I'd been unable to find an online home for Oregon photography projects, events, news and opportunities, so in January I created one! I founded OregonFocus.org, an online hub for our state's photo community. Got a project, info or resources you recommend for people in our state and industry? Send 'em my way!

This year I also wrote a few columns on photo editing for NGO Storytelling, and I've helped individual photo editing and consulting clients around the world.

Also, I still shoot when I can find the time. My primary clients are The New York Times and the Oregon Education Association.

What value did you get out of the MMJ program?

My grad school education helped broaden my horizons from photography to other areas of communication that I use regularly. For my graduate school terminal project, I built a multimedia piece focusing on a Mercy Corps program that helps women prisoners who are about to be released adjust to the outside world. After getting a full-time job their, my purview expanded to include managing the organization's extensive brand portal and photo library and hiring content gatherers to add to it.

Photography is my first love, though, and it was such an important tool to show donors and the public-at-large the impact of what Mercy Corps does in more than 40 countries around the world each day: empowering people to survive through crisis, build better lives and transform their communities for good.
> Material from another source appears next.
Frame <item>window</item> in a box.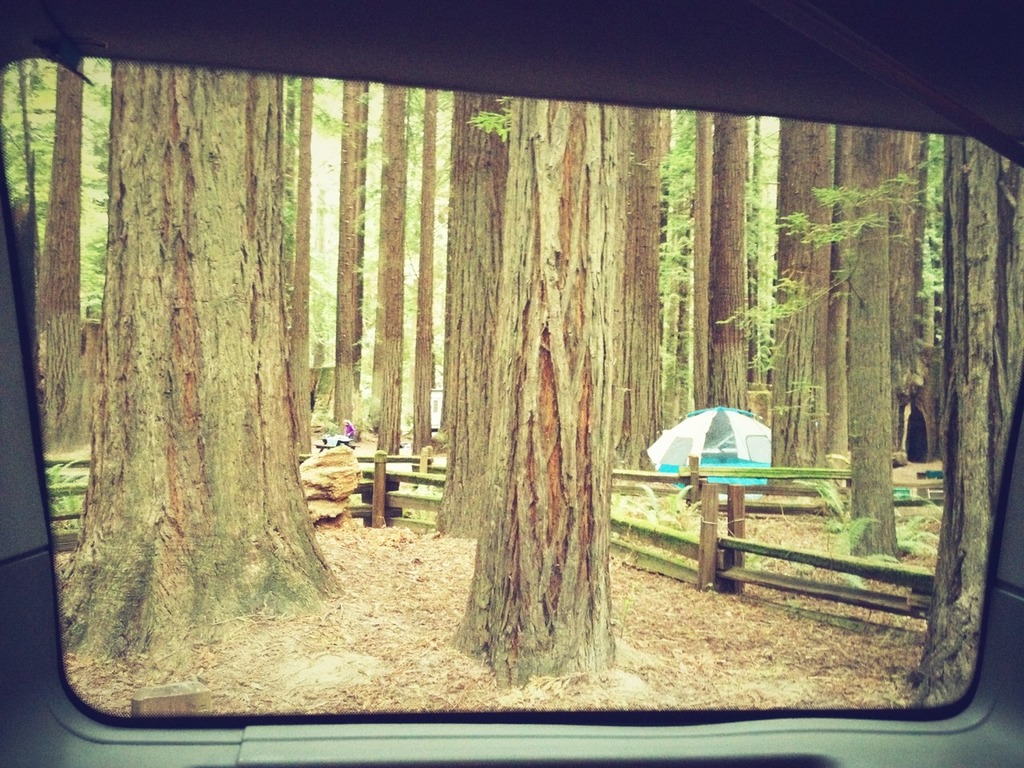
box(64, 54, 970, 693).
What are the differences and similarities between journalistic reporting and creating media to help promote NGOs?

When working for a journalistic publication, I investigated the truth without preconception and told the story purely as I saw it. In creating and sharing content on behalf of Mercy Corps, my job was to tell the story of the organization's mission to help people survive, build better lives and create stronger communities.

This is a meaningful and powerful task, but it can add an additional challenge: Many photographers can take great pictures. Fewer can use those pictures to tell a cohesive, evocative story. And fewer still can shoot in the brand style. This was definitely an adjustment for me as I left journalism.
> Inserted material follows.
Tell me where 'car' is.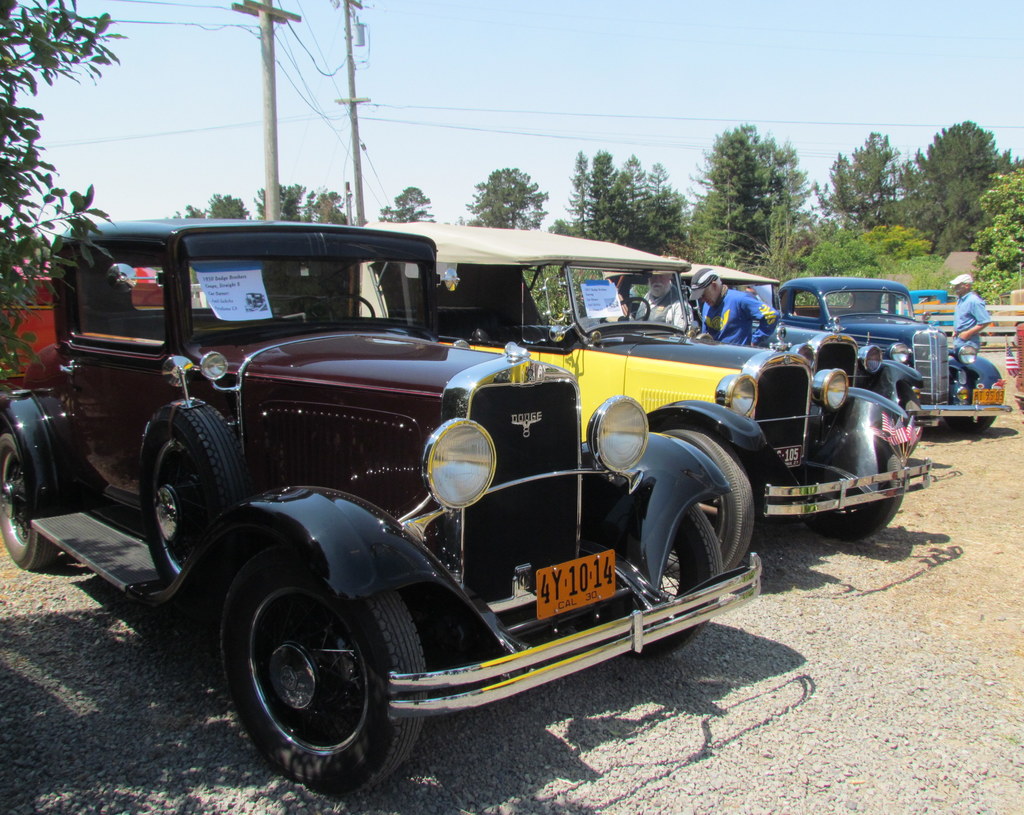
'car' is at 0,217,763,800.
What's consistent is that I use the same rigorous ethical system I learned in journalism school. Issues such as accuracy, authenticity and respect for vulnerable people are paramount.

How is the role of media changing for humanitarian aid organizations? Where do you see it going?
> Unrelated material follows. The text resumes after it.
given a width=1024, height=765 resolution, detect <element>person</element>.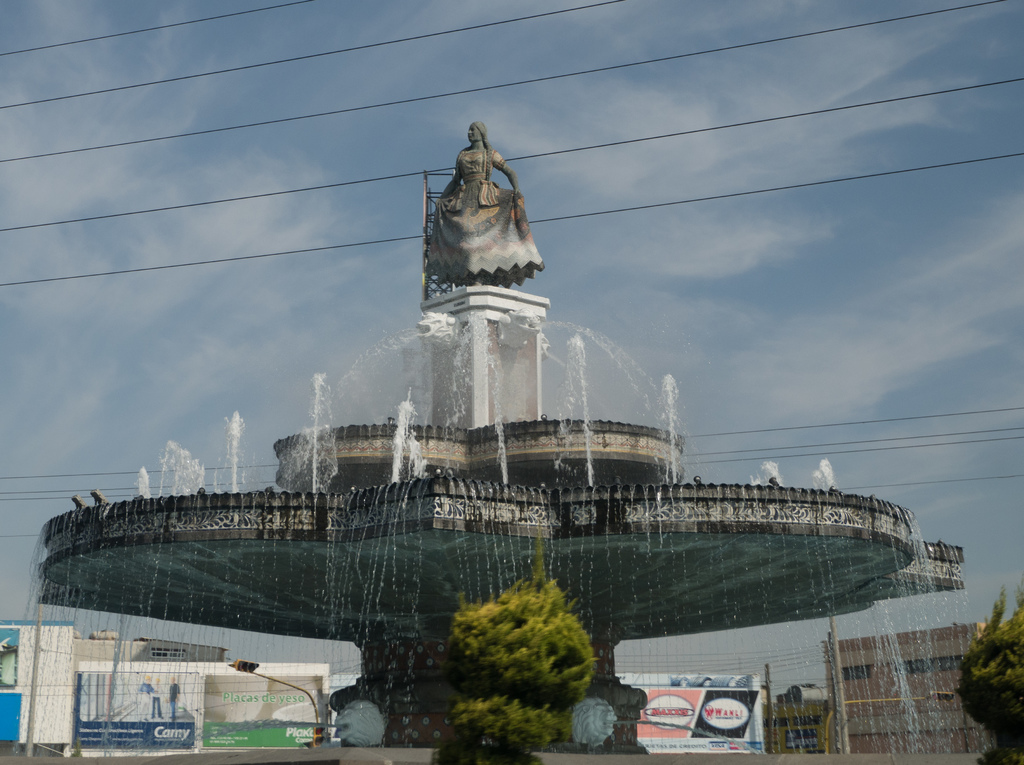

In a challenging environment for organizations that rely on foreign aid funding, it is more vital than ever to tell our story in a clear, authentic way. Every message we create — every photo, every video, every press release, every calendar and annual report, every social media shareable — is our chance to help people deeply connect with our work.

Our work is also increasingly important, given that there are now fewer media organizations with their own foreign news operations. This means that more organizations rely on us to supply them with access and content. We appreciate the opportunity to shine a light on these underreported stories and raise awareness about our work, and it also makes our work more important than ever.

What's the single most important piece of advice you'd like to give to current SOJC students?

Try everything, but pour your creativity and discipline into your own vision. Don't fill your portfolio with pieces you think will make other people happy. You have to find a way to do the work you want to be doing, so you will be able to show that work to people who can hire you.


Aaron Weintraub graduated from the UO in 2017 with bachelor's degrees in journalism and Arabic, which he hopes to use as a foreign correspondent in the Middle East. He worked as a digital media intern for the SOJC’s Communications Office in 2016-17. He also studied Arabic and Islamic studies at Keble College at Oxford University and at the Qasid Institute in Amman, Jordan, where he worked as an independent feature writer during the summer of 2016. He has also served as a writer and photographer for the UO’s environmental publication, Envision Magazine. When he’s not writing or shooting photos, he enjoys climbing, biking and other activities that occasionally injure him.